Task description: All records are to be reproduced verbatim, with images omitted.

Provided records:
↓↓↓

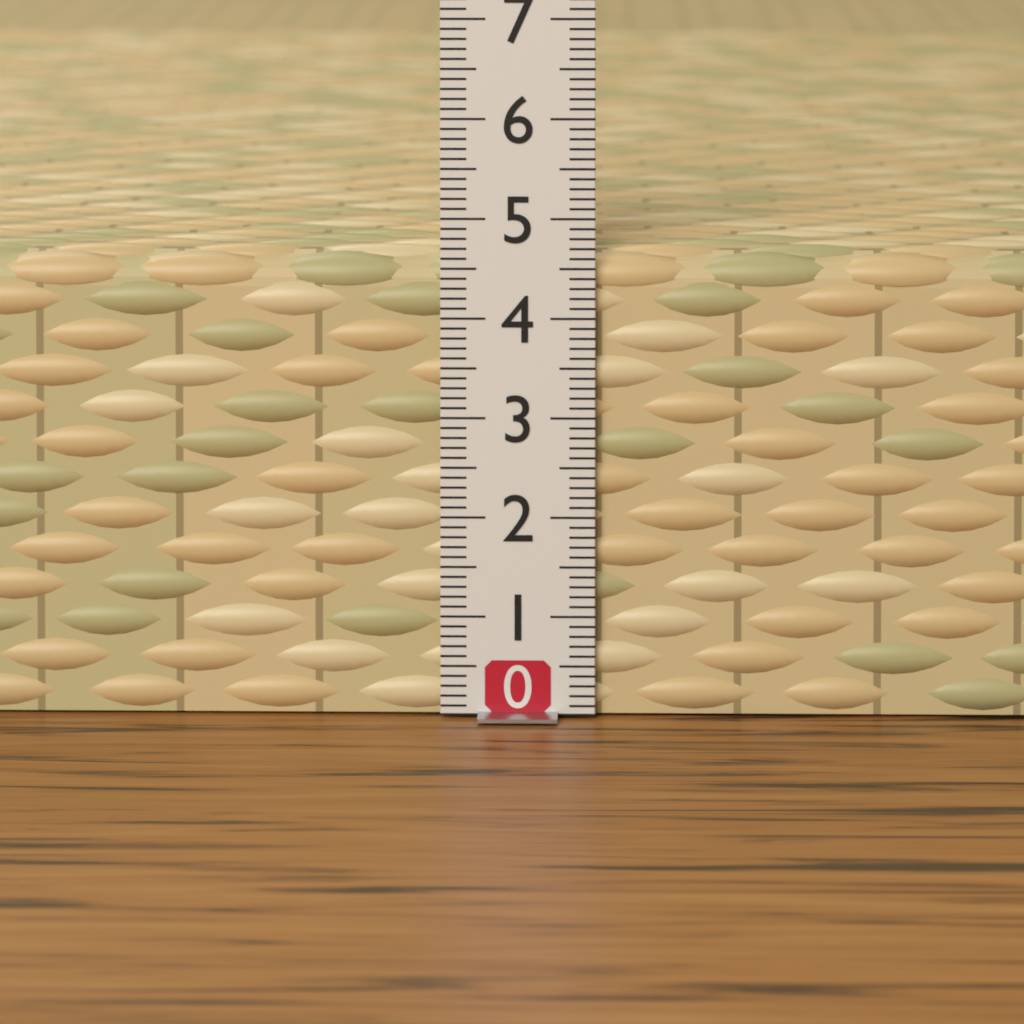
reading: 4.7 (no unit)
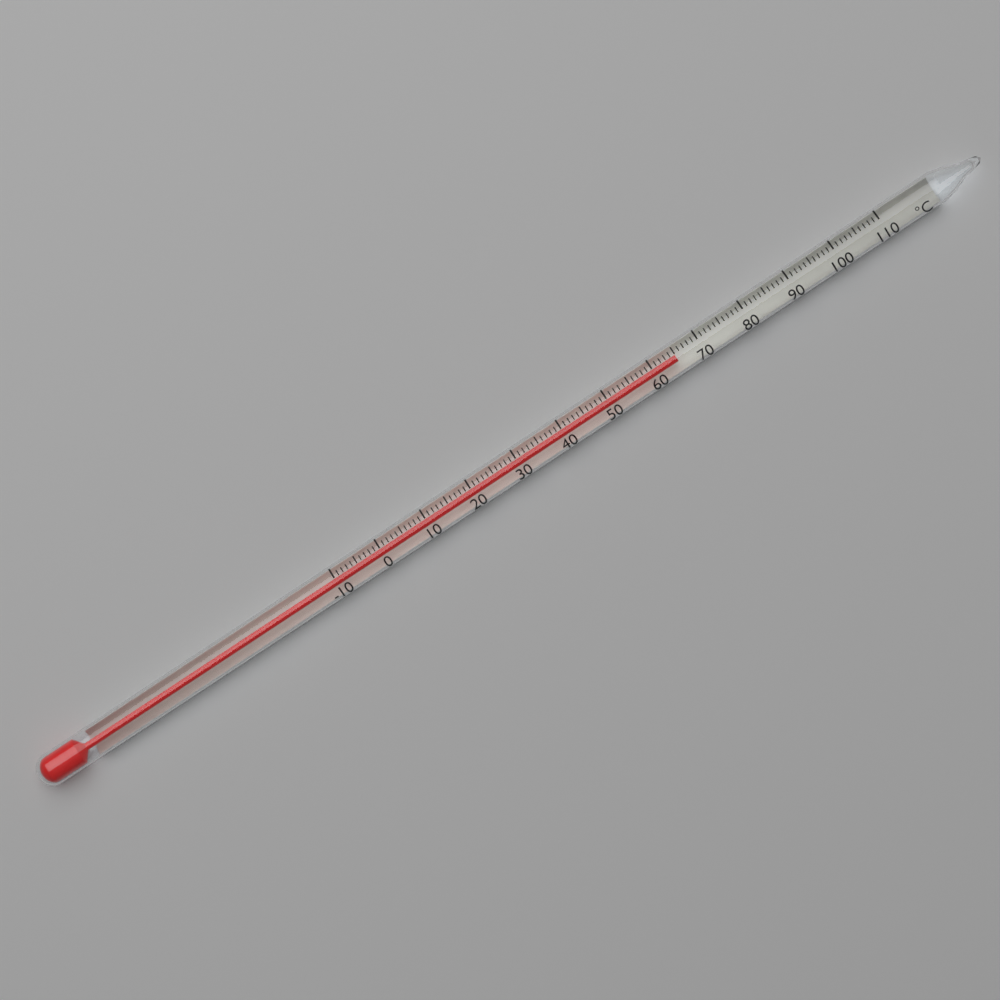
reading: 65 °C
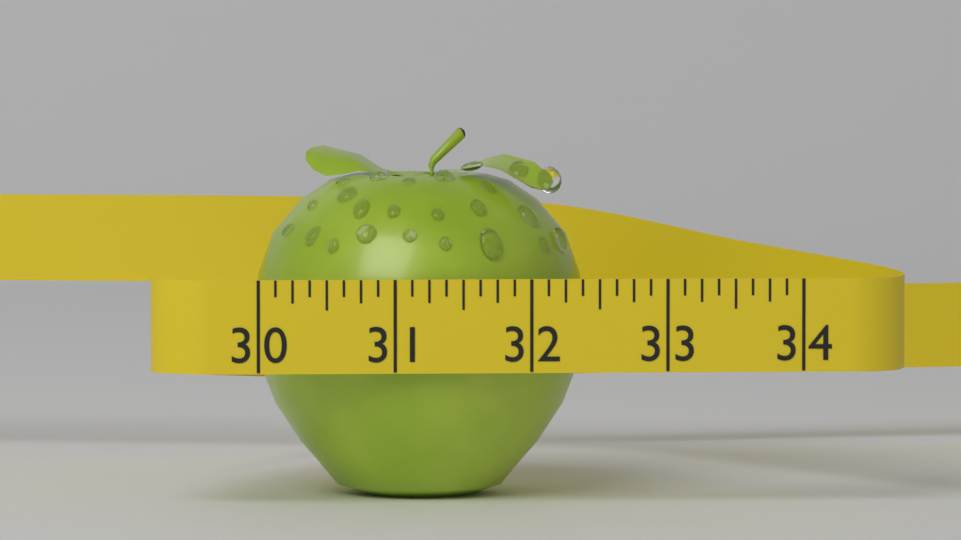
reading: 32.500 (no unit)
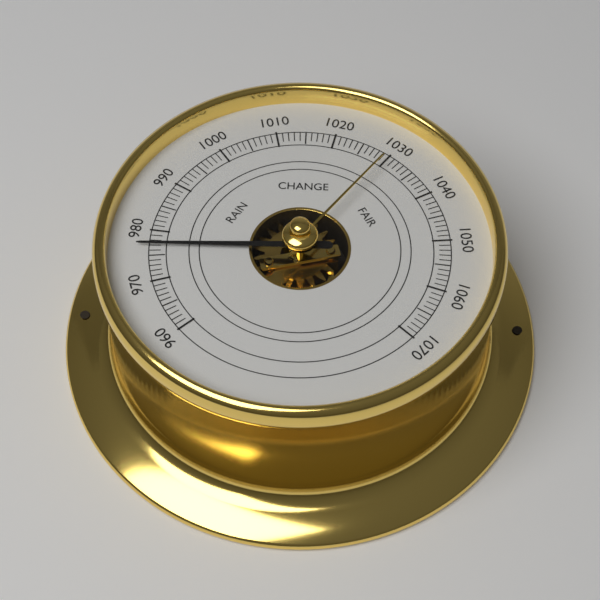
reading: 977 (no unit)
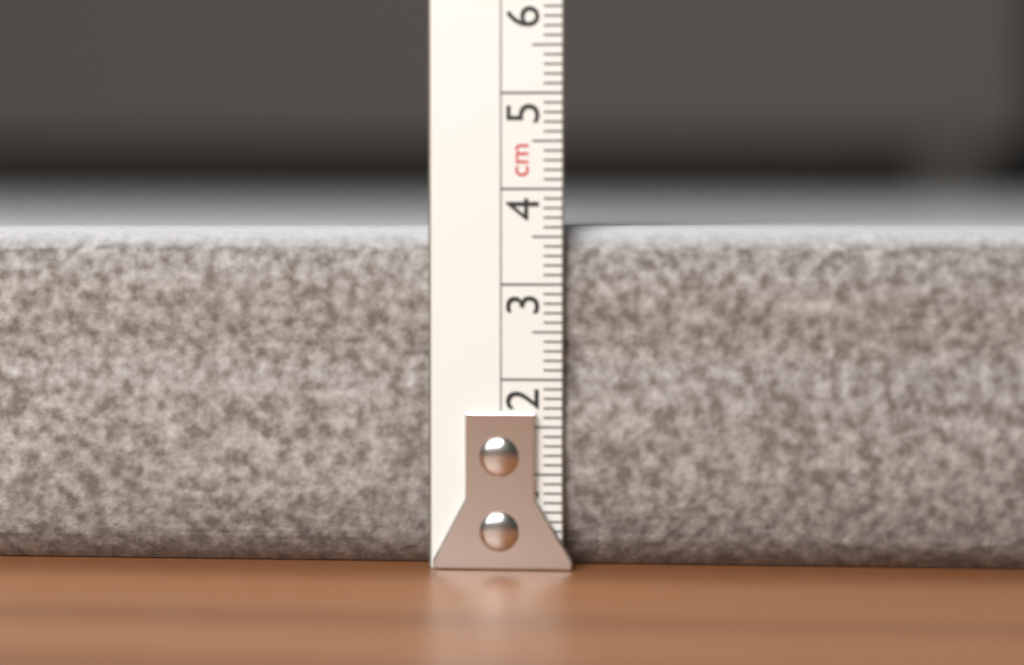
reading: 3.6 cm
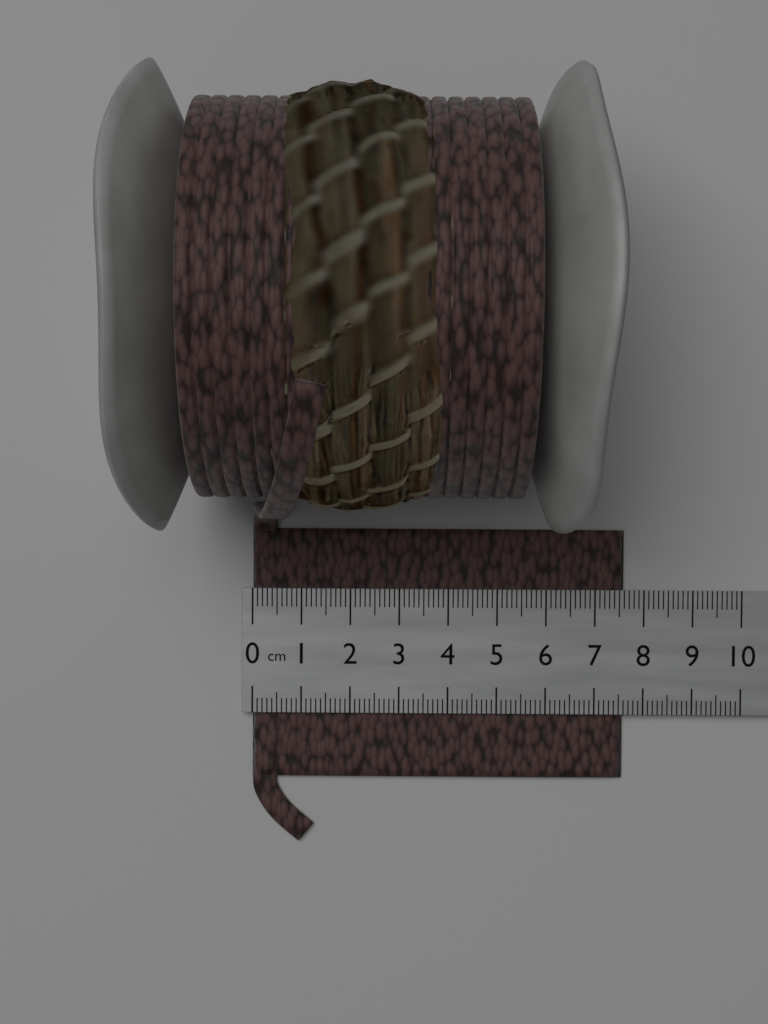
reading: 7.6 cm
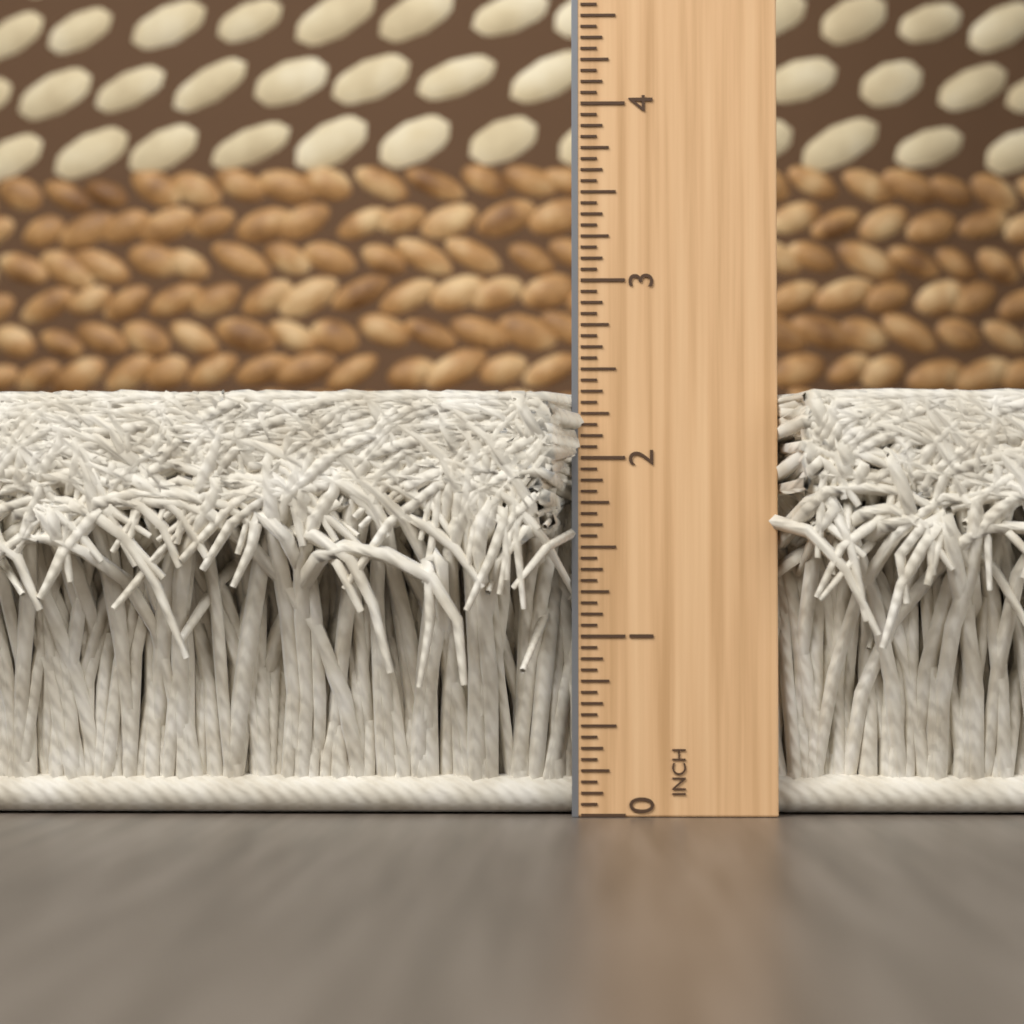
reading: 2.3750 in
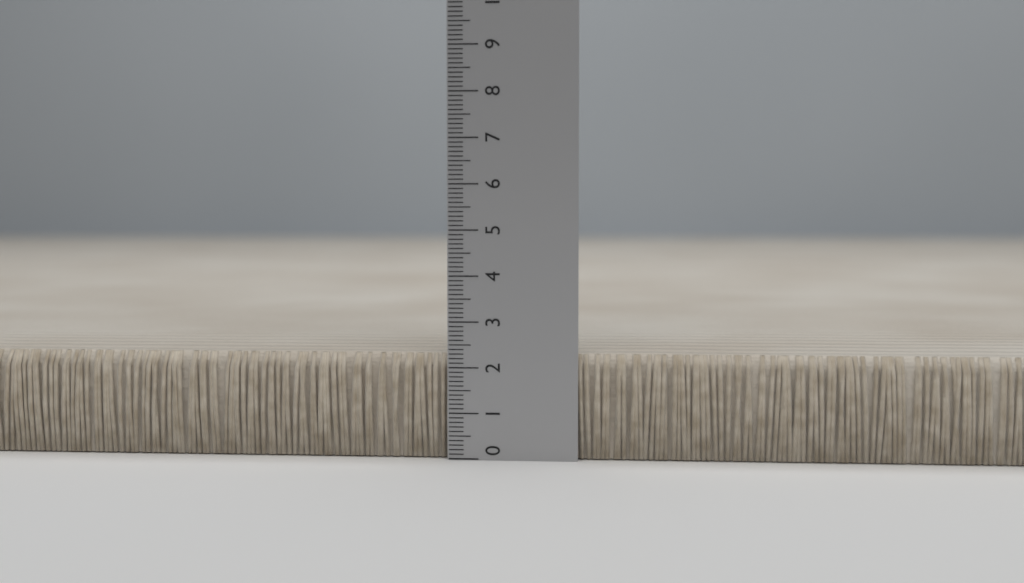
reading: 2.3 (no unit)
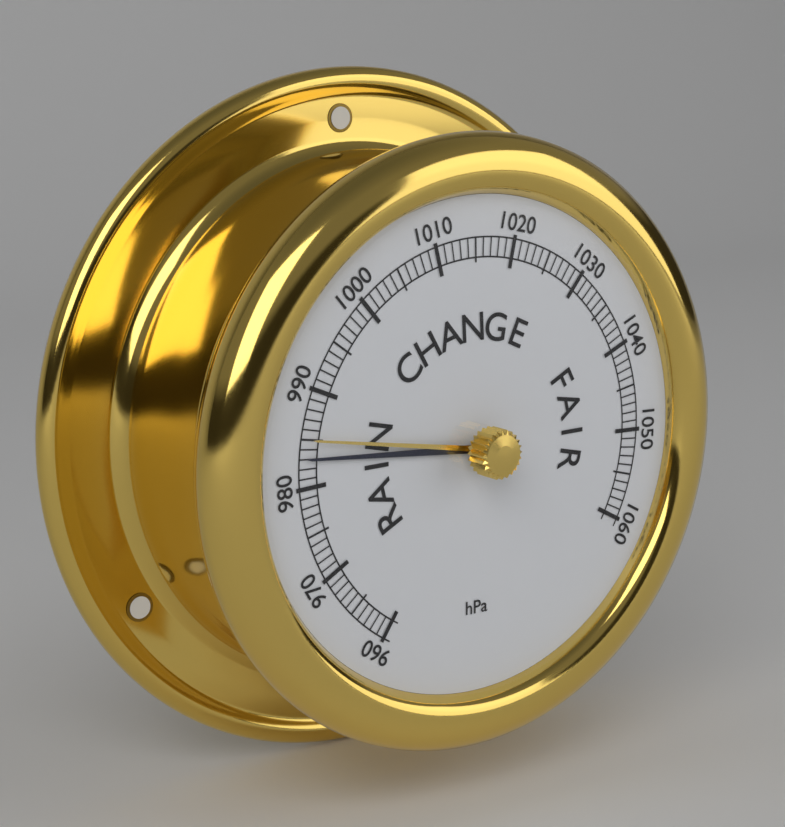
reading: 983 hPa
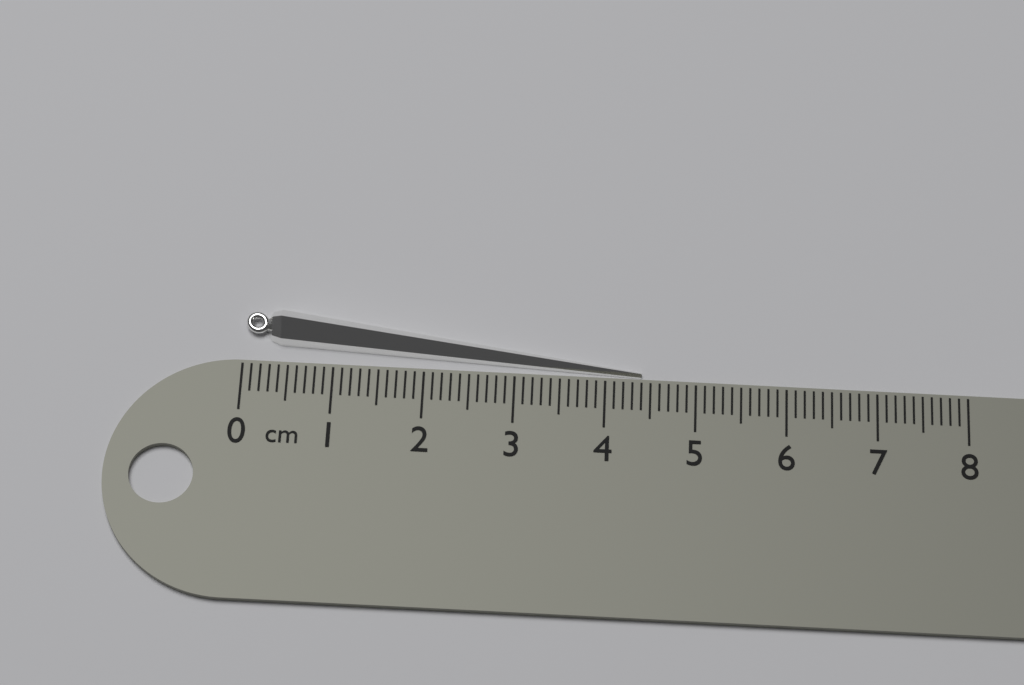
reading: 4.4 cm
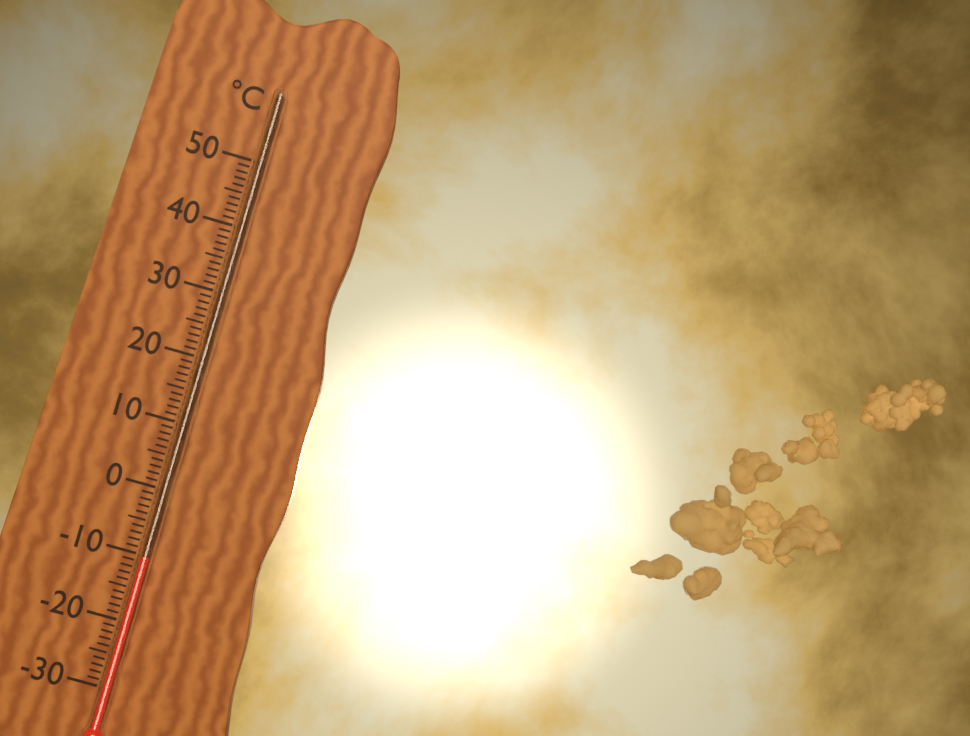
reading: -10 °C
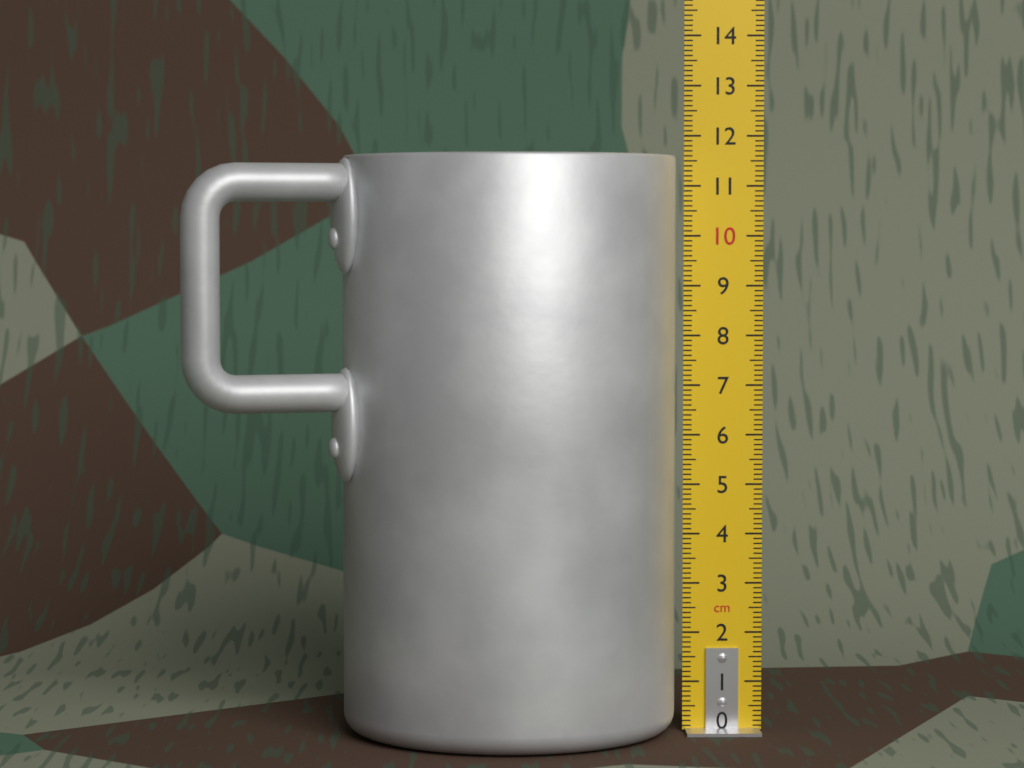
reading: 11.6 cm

↑↑↑

Task output:
reading: 4.7 (no unit)
reading: 65 °C
reading: 32.500 (no unit)
reading: 977 (no unit)
reading: 3.6 cm
reading: 7.6 cm
reading: 2.3750 in
reading: 2.3 (no unit)
reading: 983 hPa
reading: 4.4 cm
reading: -10 °C
reading: 11.6 cm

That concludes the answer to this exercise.